Malaysian Teachers Are Breaking: How OT Addresses the Physical Toll of Teaching

Standing 6+ hours, writing on boards, carrying books, and managing 40 students. Teaching is physically demanding. OT prevents the injuries teachers accept as normal.

5 min read · 10 February 2026

You stand for 6 hours a day. You write on a whiteboard with your arm raised above shoulder height. You carry stacks of 40 exercise books home every night. You bend over student desks 50 times per period. You project your voice over 40 children in a room designed for 30.

By Friday, your feet ache, your shoulder burns, your lower back is stiff, and your voice is gone. By the holidays, you’re exhausted beyond what rest can fix. You accept all of this as “part of the job.”

It doesn’t have to be. A 2021 study in the Malaysian Journal of Public Health Medicine found that 68% of Malaysian teachers reported musculoskeletal complaints, with the most common sites being lower back (47%), neck (39%), and shoulder (35%). Teachers have one of the highest rates of occupational musculoskeletal disorders of any profession, higher than many manual labour jobs.

An occupational therapist assesses the physical demands of your teaching environment and modifies how you work so the job doesn’t destroy your body.

Teaching taking a physical toll?
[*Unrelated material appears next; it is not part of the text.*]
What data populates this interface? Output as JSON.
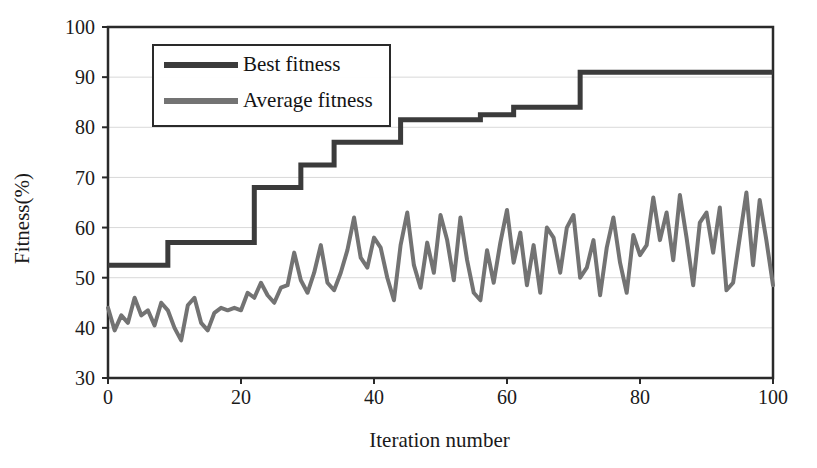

OT can help.

The Physical Demands Nobody Talks About

Prolonged Standing

Malaysian teachers stand 4-6 hours per teaching day on hard floor surfaces (tile or concrete). This produces:

  • Plantar fasciitis (heel pain, affects 20% of teachers who stand for extended periods)
  • Varicose veins (prolonged standing impairs venous return)
  • Lower back pain (standing loads the lumbar spine continuously)
  • General fatigue (standing uses 20% more energy than sitting)

OT solutions:

  • Anti-fatigue mat at the teaching desk (RM50-150)
  • Sit-stand stool for periods when standing isn’t essential (RM200-500)
  • Supportive footwear assessment (many teachers wear unsupportive shoes)
  • Standing-sitting alternation schedule: sit for 10 minutes every 30 minutes of standing
  • Foot exercises during sitting breaks

Overhead Writing

Writing on a whiteboard with the arm raised above shoulder height loads the rotator cuff muscles. Doing this for 15-20 minutes per lesson, 4-6 lessons per day, produces:

  • Rotator cuff tendinitis
  • Shoulder impingement
  • Neck strain (head tilted to see while writing)

OT solutions:

  • Write at chest height, not above shoulder height (lower the content on the board)
  • Use a digital projector where available (eliminate overhead writing entirely)
  • Alternate writing hand for board work (reduces unilateral loading)
  • Shoulder stretching programme between lessons (5 specific stretches, 2 minutes)
  • Marker grip modification: use thicker markers (reduced grip force)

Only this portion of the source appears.